Almost. Let’s not get crazy now.
He was walking toward me from the back of the main building. He slid his hands in his pockets and jerked his head back over his shoulder. “Owen and Hadley are heading into town, dinner and drinks. Want to come?”
He said dinner. I only heard drinks. “I’m down. Can we add the last D word?”
Grant laughed. “You know how those two are. Any excuse for some dancing. We can go to The Barn. They’re actually playing a DJ these days.”
“Really?”
I was impressed. The airport was small, but Fairview had a surprising number of bars and a couple nightclubs even. The Barn was in one of the smaller towns outside of Fairview. We were going even smaller.
I loved it.
Grant nodded. “It’s Thursday, so there might be college students there.”

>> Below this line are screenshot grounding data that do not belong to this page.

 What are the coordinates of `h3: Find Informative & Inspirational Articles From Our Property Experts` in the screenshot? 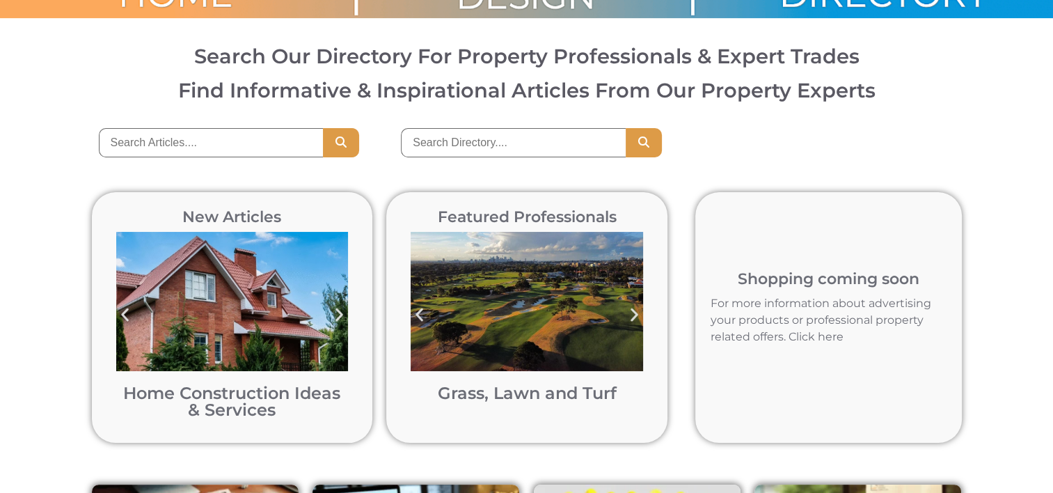 It's located at (527, 90). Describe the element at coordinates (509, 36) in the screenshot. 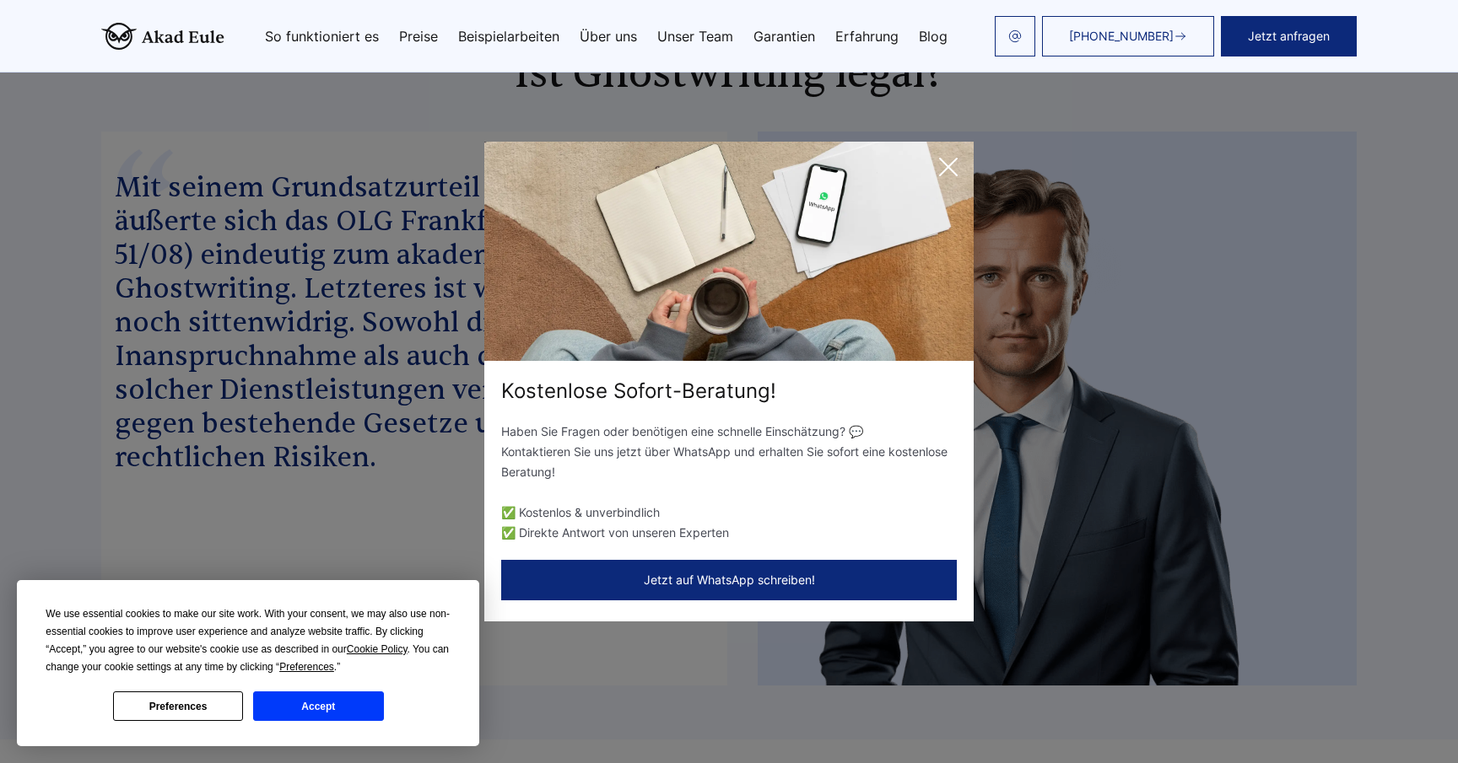

I see `a: Beispielarbeiten` at that location. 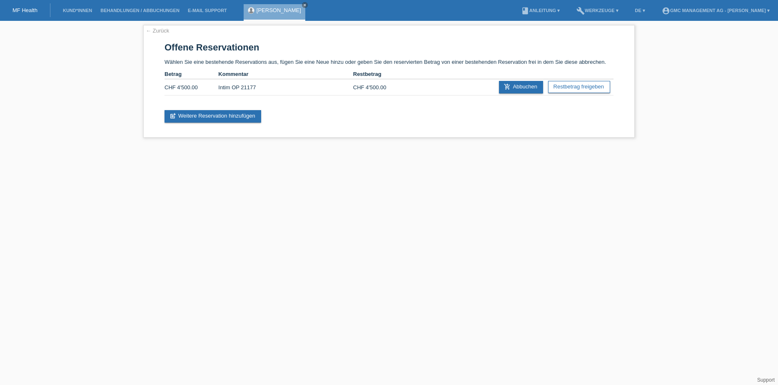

“Just call me Mrs. Robinson.”
Instead of the grin I expected, he grew more serious. He was quiet a beat. “You okay, Charlie?”
“As okay as I can be in Candyland.” I shot him a grin, trying to up the ante here. “You know how I am with the Seattle Thunder.”
He didn’t fall for it again. I was losing my touch.
“I’m serious. I know you, remember?”
Oh God. We were going into Realityland. Nope. No way. Retreat.
My smile slipped, but I lifted a shoulder. “I’m as good as can be, I guess.”
This was Grant. I had to give him something or he’d never let up. But I knew him too, and he loved gushing about people he loved.
“Is Sophia coming?”
See? There. His fiancée would do the trick.
And she did. His eyes lit up, and he launched into a story about how not only was she coming, but we’d be lucky if her Nana and abuela didn’t s
how up themselves.
Grant filled me in on Sophia’s dancing-loving family as we headed to my cabin. He didn’t stop until we reached a fork in the path. I had to go left for my place, and he had to go right, because I assumed he had work in that part of the camp?
I gestured behind him. “Got a maintenance order or something?”
“What?” He looked. “Oh, yeah. One of the players was saying his toilet wasn’t flushing. I’m excited to see.” His chuckle was dry. “But yeah. Let’s meet at the main lodge in an hour. I’ll be sobercab too, so feel free to let loose.”
Let loose. Did he not know me?
“Sounds like a plan.”
He nodded, his eyes warming. “It’ll be nice to hang out like real friends again.”
I gave him a thumbs-up, but as soon as my back turned, my smile fell.
Friends were a commodity I hadn’t had in so long. There’d been no friends from work. I’d faded away from all my friends during the Damian era, because it was too hard to see their normal lives when mine was slipping away daily. You can only talk about what’s going on for so long. People like to say they’ll be there for you, but there’s a time stamp on that offer. What they really mean is that they’re there for you over the next three days. If it takes longer than that, you’re out of luck. You need to move forward, find new friends to confide in.
No one understood unless they were on the “outside” alongside me, because everyone on the “inside” was busy being normal and living a normal life.
So after it ended with Damian, it’d been just Lucas, and yeah, the rest is history from there. So, no friends for me. And now here I was, back where I had friends around me I’d considered family at one point.
Working was easy. I could do that without talking. Jokes? Cheesy lines? I was the queen of those things. Want a random question? My need had simmered down, but I could pull one out if I needed.
But time outside of work, over food and with booze—that meant talking.
Normally, people love talking about themselves, so it’s easy to distract them. But not these guys. Not Hadley, Owen, or Grant. And they knew my tricks.